I couldn’t stay long at Queen Mary, however, as I had a working dinner to get to. Regular readers of this blog (both of them) may remember that I’m involved in project called Beyond Entropy which is organized by the Architectural Association School of Architecture. I’ve been working on this occasionally over the months that have passed since I first blogged about it, but deadlines are now looming and we need to accelerate our activity. Last night I met with the ever-enthusiastic Stefano Rabolli Pansera at the house of Eyal Weizman by Victoria Park in the East End, handily close to Queen Mary’s Mile End campus. Assisted by food and wine we managed to crystallise our ideas into something much more tangible than we had managed to do before on our theme of Gravitational Energy. The School has offered us expert practical assistance in making prototypes and  I’m now much more optimistic about our exhibit coming together, not to mention excited at the prospect of seeing it on display at the Venice Architecture Biennale. I won’t say what we’re planning just yet, though. I’d rather wait until it’s done before unveiling it.

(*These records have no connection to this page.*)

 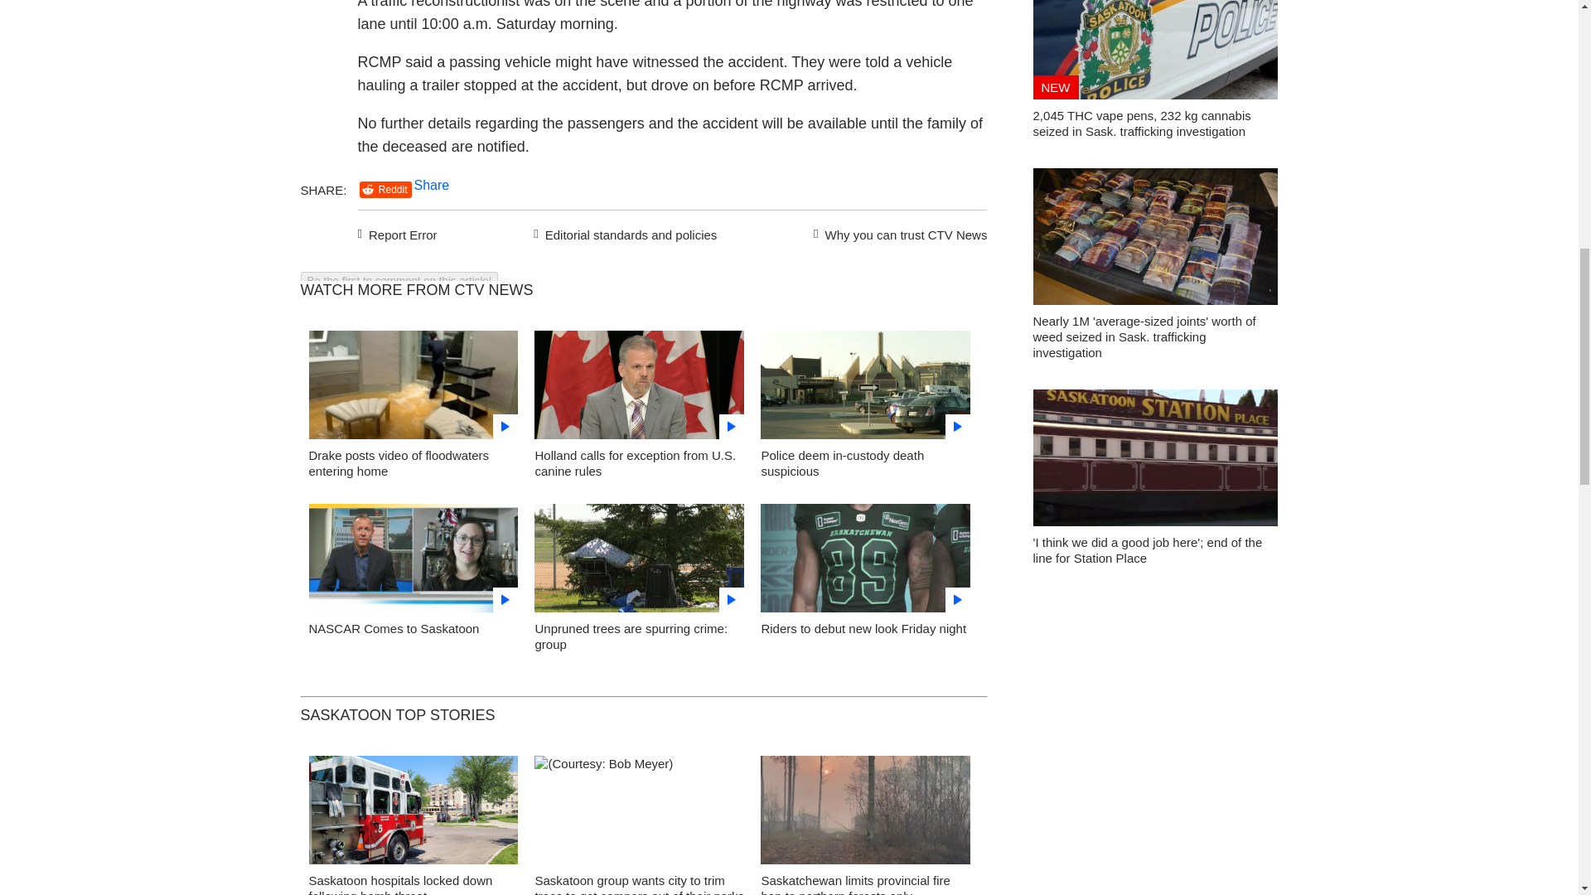 I want to click on Unpruned trees are spurring crime: group, so click(x=640, y=562).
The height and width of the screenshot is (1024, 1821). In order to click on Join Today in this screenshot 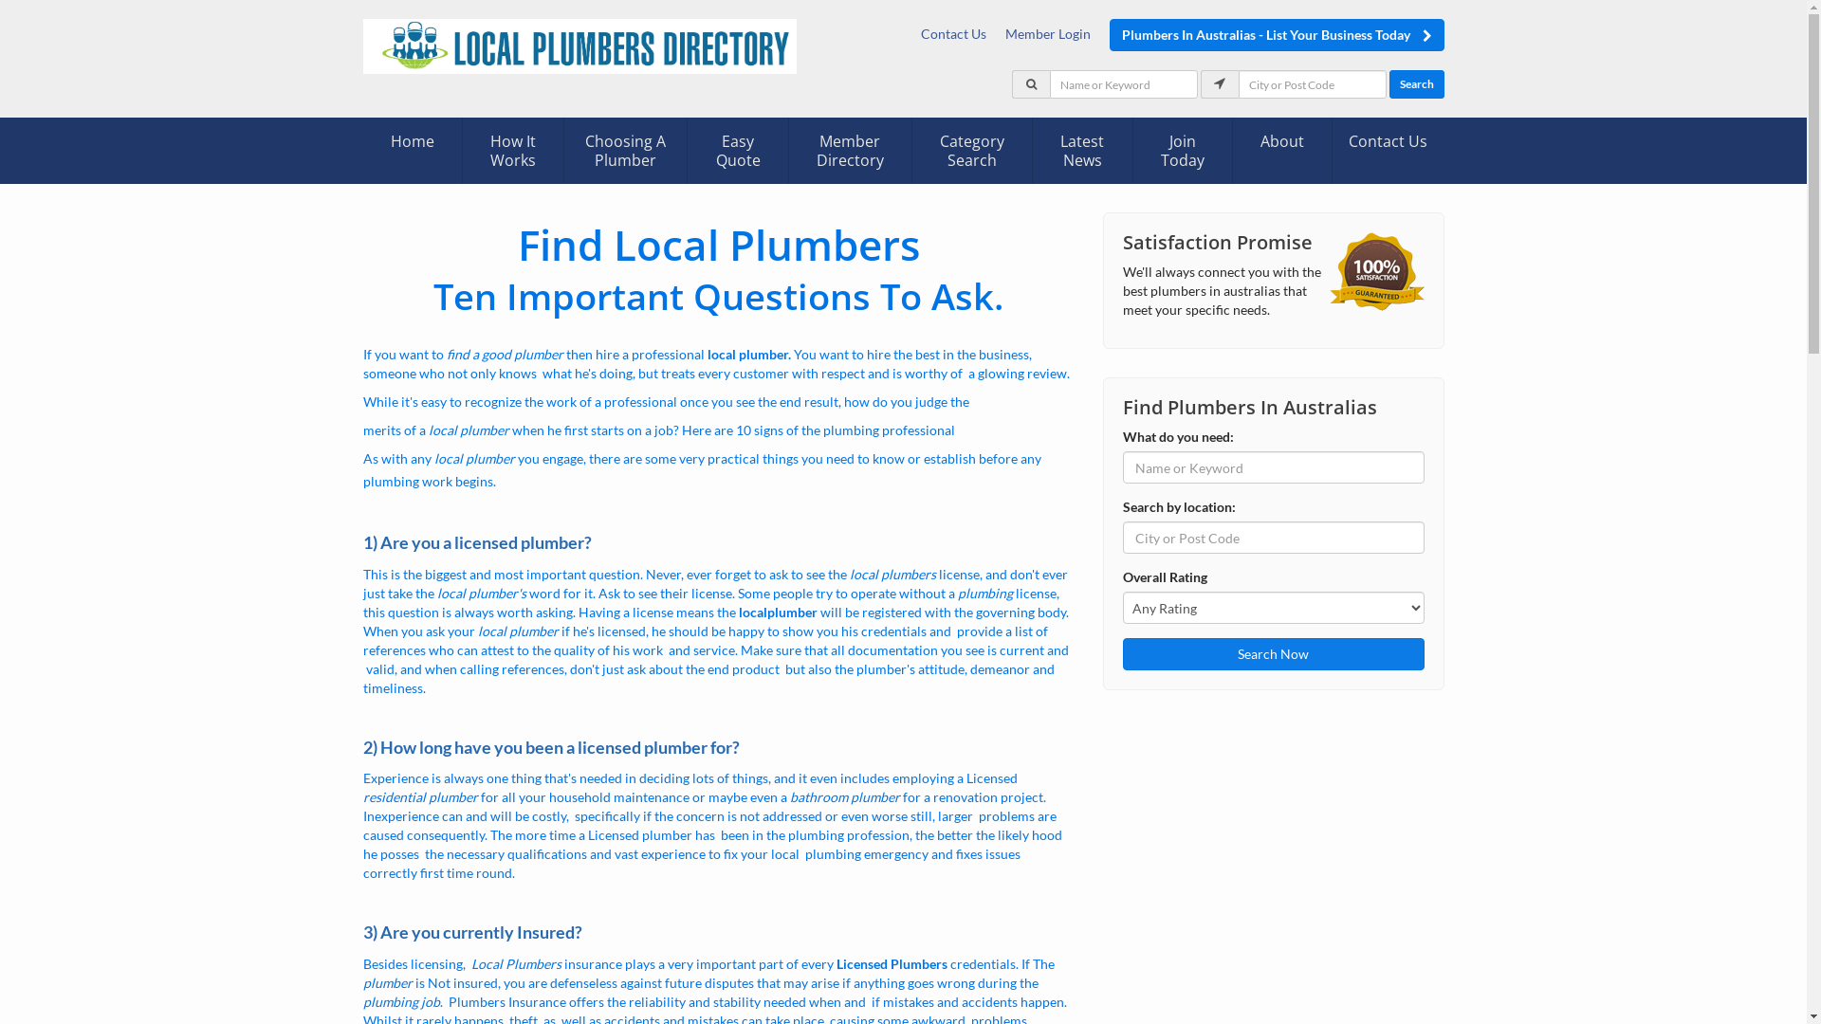, I will do `click(1183, 151)`.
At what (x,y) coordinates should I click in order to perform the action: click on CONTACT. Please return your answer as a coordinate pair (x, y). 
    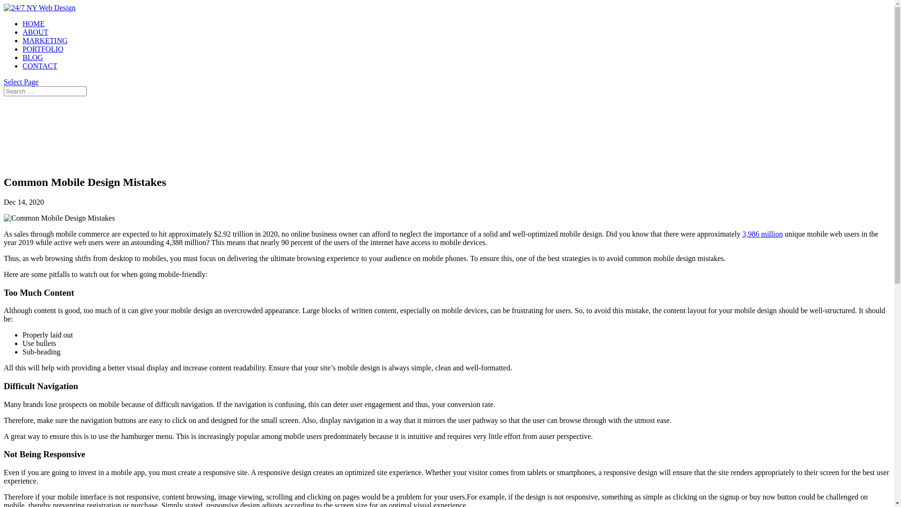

Incidentally, here’s a link to a  lecture by Eyal Weizman where he gives some interesting perspectives on architectural history.

Finally, and nothing to do with my trip to the Big Smoke, I noticed today on the Research Fortnight Blog that the Higher Education Funding Council for Wales (HEFCW) is planning to reduce the number of universities in Wales “significantly” from its current level of 12. This is an interesting development and one that I’ve actually argued for here. Quoting Leighton Andrews, Welsh Assembly Minister responsible for higher education, the piece says

“This target does not mean fewer students,” he said in a statement. “But it is likely to mean fewer vice chancellors. We will have significantly fewer HE institutions in Wales but they will be larger and stronger.”

How these reductions will be achieved remains to be seen, but it seems obvious that quite a few  feathers will be ruffled among the management’s plumage in some institutions and it looks like some vice chancellors will be totally plucked!